A sorcerer wearing the head of a huge white ox with curling horns steps atop the altar in the middle of the stone
circle. The Chief. He holds up a limp body in offering to the light. It blazes a bit brighter.

“It’s working,” one of the rebels says. He starts to move forward, but Zeke grabs his shirt and yanks him back.

“Not until the last minute,” she says. “The portal isn’t fully formed yet.”

The rebels lean forward on the balls of their feet, ready to pounce at any moment. They practically vibrate with anticipation.

The Chief tosses the body to the side. Another teen climbs shakily up to the altar. My mind screams out a plea for him to stop, but the rest of my body behaves like I’m going to sleep. The Chief lifts the boy up to the light.

A stir goes through the ranks of sorcerers. That’s when I notice a robed body slumped on the ground near the back of the huge group, his torch spilled in front of him and an arrow sticking out of his back. Another sorcerer quickly picks up the torch and stomps on its flame, but an arrow pierces his side too, and a second later, he’s fallen on top of the first downed man. Two more sorcerers go down within seconds. A dark shape whizzes across the sky.
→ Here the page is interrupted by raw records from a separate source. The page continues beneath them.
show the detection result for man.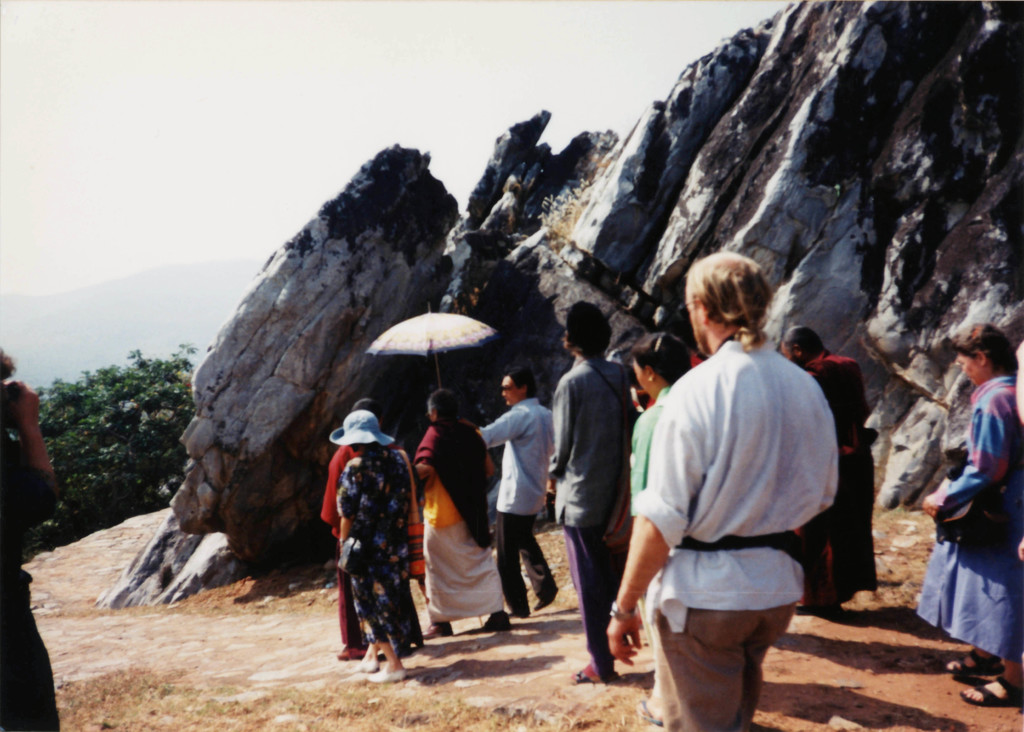
<bbox>476, 369, 557, 612</bbox>.
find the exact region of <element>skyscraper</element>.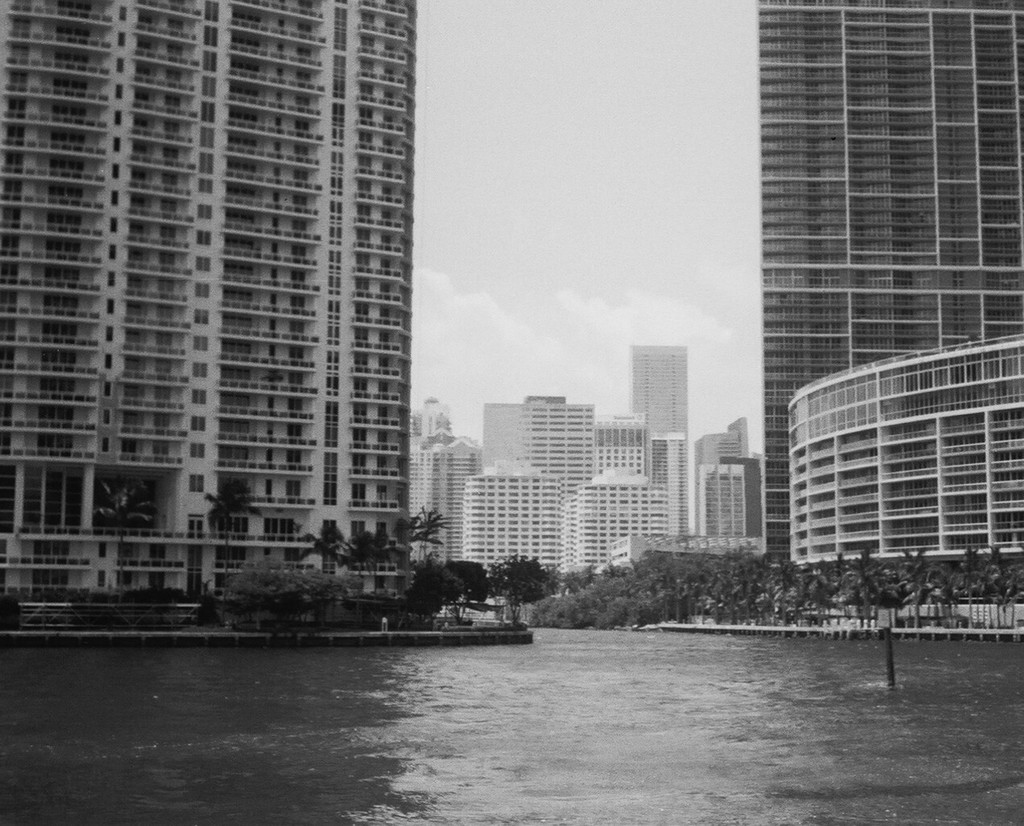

“What the…,” Eminem mutters.

Someone’s picking off the sorcerers. Hope flashes hot inside my ice-cold body.

“Stop him!” the Chief yells.

Three sorcerers leap up from the ground and set off
toward the mysterious archer. One holds out his hand, and a fireball blasts from his palm. It misses by a wide margin and strikes the mountainside so hard that the ground rumbles under my feet. Huge flames soar into the sky.

The figure moves fast, dodging his pursuers as he circles around the mountain so quickly I can hardly follow his movements. He swoops in close to the stone formation and picks off one, two, three more sorcerers in the span of a second. But in that short amount of time, the sorcerers in pursuit close the gap between them.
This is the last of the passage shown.